1:06 here. I saw that discussion, but that doesn't answer my question. How do these exclusion exclude coverage of the wrongs that clients of lawyers will complain about? For example, how often do clients pursue claims involving "improper commingling of client funds, conversion of anyone’s funds, theft of anyone’s funds, the wire transfer of anyone’s funds, a bounced check, a check lacking sufficient funds, a counterfeit check or a check bearing anyone’s forged or bogus signature"? I've seen a lot of legal malpractice cases where the insurance carrier picked up coverage. So unless someone has stats on any of this, the issue with exclusions is all anecdotal.
What clients will complain about most of all is getting ripped off, i.e., a lawyer stealing from them — whether it is overcharging, padded billing or worse of all, theft from the client trust account. Theft is part and parcel and heads the list of the following common policy exclusions:
Fraudulent acts
Criminal acts
Malicious acts
Dishonest acts
Services rendered to a business enterprise that is owned or controlled by the insured lawyer or law firm
Services rendered as a fiduciary under the ERISA Act of 1974
Bodily injury or property damage generated by the lawyer or law firm
Claims involving one insured against another insured in the same law firm
Claims arising from legal services rendered by the lawyer or law firm where the firm or lawyer knew of or should have foreseen the claim at the inception of the policy and failed to alert the insurer to the possibility.

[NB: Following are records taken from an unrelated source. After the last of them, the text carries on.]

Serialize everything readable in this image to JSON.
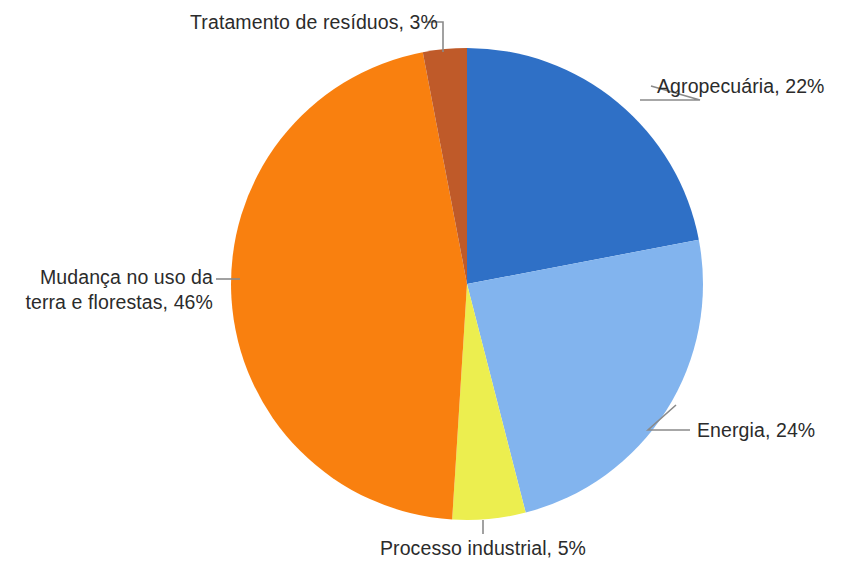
{
  "chart_data": {
    "type": "pie",
    "title": "",
    "subtitle": "",
    "xlabel": "",
    "ylabel": "",
    "legend_position": "none",
    "grid": false,
    "labels_format": "{name}, {value}%",
    "start_angle_deg": -90,
    "direction": "clockwise",
    "categories": [
      "Agropecuária",
      "Energia",
      "Processo industrial",
      "Mudança no uso da terra e florestas",
      "Tratamento de resíduos"
    ],
    "values": [
      22,
      24,
      5,
      46,
      3
    ],
    "colors": [
      "#2f70c6",
      "#82b4ee",
      "#ecee4f",
      "#f9800f",
      "#bf5a29"
    ],
    "slices": [
      {
        "name": "Agropecuária",
        "value": 22,
        "color": "#2f70c6",
        "label": "Agropecuária, 22%",
        "label_position": "right-top",
        "leader": true
      },
      {
        "name": "Energia",
        "value": 24,
        "color": "#82b4ee",
        "label": "Energia, 24%",
        "label_position": "right-bottom",
        "leader": true
      },
      {
        "name": "Processo industrial",
        "value": 5,
        "color": "#ecee4f",
        "label": "Processo industrial, 5%",
        "label_position": "bottom",
        "leader": true
      },
      {
        "name": "Mudança no uso da terra e florestas",
        "value": 46,
        "color": "#f9800f",
        "label": "Mudança no uso da\nterra e florestas, 46%",
        "label_line_1": "Mudança no uso da",
        "label_line_2": "terra e florestas, 46%",
        "label_position": "left",
        "leader": true
      },
      {
        "name": "Tratamento de resíduos",
        "value": 3,
        "color": "#bf5a29",
        "label": "Tratamento de resíduos, 3%",
        "label_position": "top-left",
        "leader": true
      }
    ]
  },
  "labels": {
    "waste": "Tratamento de resíduos, 3%",
    "agriculture": "Agropecuária, 22%",
    "energy": "Energia, 24%",
    "landuse_line1": "Mudança no uso da",
    "landuse_line2": "terra e florestas, 46%",
    "industrial": "Processo industrial, 5%"
  },
  "geometry": {
    "center_x": 467,
    "center_y": 284,
    "radius": 236
  },
  "style": {
    "background": "#ffffff",
    "leader_color": "#8a8a8a",
    "text_color": "#2b2b2b"
  }
}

If you carry insurance, read your policy. This isn't "anecdotal." It's factual. It's concrete. It's part of your contract. Your carrier isn't going to cover these acts.
Consequently, the Bar's misguided nonsensical effort to "to protect the public" by ramming malpractice insurance down our throats ultimately does nothing for victims of the foregoing.
But but but Rob Graham! (no wait….)
But but but the Gamages! (no wait….)
But but but Easton Harris! (no wait….)
Lets be honest– what the State Bar wants to claim it is doing is making sure that those clients in those cases have a financial resource, except the only way to provide a financial resource for those clients is to ding every active, private practice lawyer $3,000 to make a Client Security Fund that could cover those things. Imagine how that would go over. So we come up with a Band-Aid plan that looks like we are doing something when really State Bar is doing nothing meaningful except buying themselves airline tickets to Chicago and hotel rooms at The Drake.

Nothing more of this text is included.